Stephen Henighan, known for his biting, if occasionally conspiracy-minded, commentary on the Canadian literary scene, takes aim at the Scotiabank Giller Prize in this column for Geist. Henighan calls the prize a symptom of the sickness ruining literature, saying, “Nothing signaled the collapse of the literary organism as vividly as the appearance of this glitzy chancre on the hide of our culture.” The column questions the prevalence of shortlisted books coming from publishers owned by the Bertelsmann Group, such as Knopf Canada, Random House Canada, and McClelland & Stewart (in which Bertelsmann has a 25% stake).

Henighan also makes much of Margaret Atwood’s connection to this year’s winner, Vincent Lam. Atwood helped Lam find a publisher and introduced the author at the gala.
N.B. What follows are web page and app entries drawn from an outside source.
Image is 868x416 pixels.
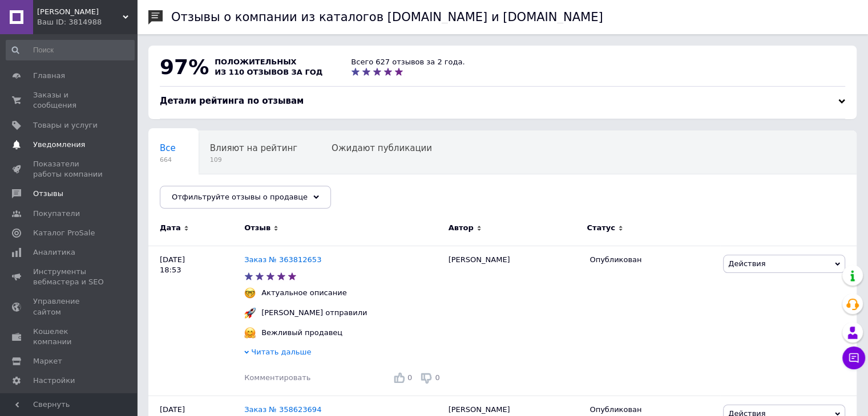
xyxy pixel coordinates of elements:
[443,246,585,396] div: [PERSON_NAME]
[244,307,256,319] img: :rocket:
[587,223,615,234] span: Статус
[244,347,443,360] div: Читать дальше
[407,373,412,382] span: 0
[149,175,306,218] div: Опубликованы без комментария
[590,255,714,265] div: Опубликован
[842,347,865,370] button: Чат с покупателем
[244,223,270,234] span: Отзыв
[160,95,845,107] div: Детали рейтинга по отзывам
[351,57,465,67] div: Всего 627 отзывов за 2 года.
[215,68,323,77] span: из 110 отзывов за год
[160,143,176,154] span: Все
[172,193,308,201] span: Отфильтруйте отзывы о продавце
[33,120,98,131] span: Товары и услуги
[149,246,244,396] div: [DATE] 18:53
[33,209,80,219] span: Покупатели
[244,406,321,414] a: Заказ № 358623694
[728,260,765,268] span: Действия
[33,327,105,347] span: Кошелек компании
[244,287,256,299] img: :nerd_face:
[160,56,209,78] span: 97%
[244,327,256,339] img: :hugging_face:
[33,247,75,258] span: Аналитика
[259,288,350,298] div: Актуальное описание
[244,373,310,382] span: Комментировать
[33,376,75,386] span: Настройки
[251,348,311,356] span: Читать дальше
[435,373,439,382] span: 0
[590,405,714,415] div: Опубликован
[210,143,297,154] span: Влияют на рейтинг
[33,356,62,367] span: Маркет
[33,267,105,287] span: Инструменты вебмастера и SEO
[244,373,310,383] div: Комментировать
[215,58,296,66] span: положительных
[160,156,176,164] span: 664
[33,296,105,317] span: Управление сайтом
[37,7,122,17] span: Dom Gadget
[33,228,95,238] span: Каталог ProSale
[37,17,137,27] div: Ваш ID: 3814988
[160,186,283,197] span: Опубликованы без комме...
[210,156,297,164] span: 109
[332,143,432,154] span: Ожидают публикации
[33,90,105,111] span: Заказы и сообщения
[244,256,321,264] a: Заказ № 363812653
[259,328,345,338] div: Вежливый продавец
[33,189,63,199] span: Отзывы
[448,223,474,234] span: Автор
[160,95,304,106] span: Детали рейтинга по отзывам
[6,40,135,60] input: Поиск
[33,71,65,81] span: Главная
[160,223,181,234] span: Дата
[172,10,603,24] h1: Отзывы о компании из каталогов [DOMAIN_NAME] и [DOMAIN_NAME]
[33,159,105,180] span: Показатели работы компании
[259,308,370,318] div: [PERSON_NAME] отправили
[33,140,85,150] span: Уведомления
While his first observation, that “Margaret Atwood does not introduce losers,” holds some credence, he takes the point a little too far with his further comments. “By placing her authority behind Lam, she was giving the equivalent of el dedazo, the crook of the finger with which a Mexican president signals his successor.”

Quillblog’s favourite conspiratorial fact is Henighan’s observation that almost all Giller winners between 1994 and 2004 lived within a two-hour drive of Yonge and Bloor.

(Quillblog had been telepathically instructed by Margaret Atwood not to blog about this, but luckily we were able to briefly block her powerful brainwaves – emanating, of course, from the Yonge/Bloor epicentre – with our homemade tinfoil helmets.)

Exclusive: The 2006 Giller Conspiracy Runs Deep
Below is a photo of Margaret “El Dedazo” Atwood in a lineup with Giller jury member Michael “Mr. Tall” Winter. Was Vincent Lam’s Giller win arranged in the joint? Is Atwood Keyzer Soze?

(OK, it’s just an old Anansi ad, but suspicious nonetheless.)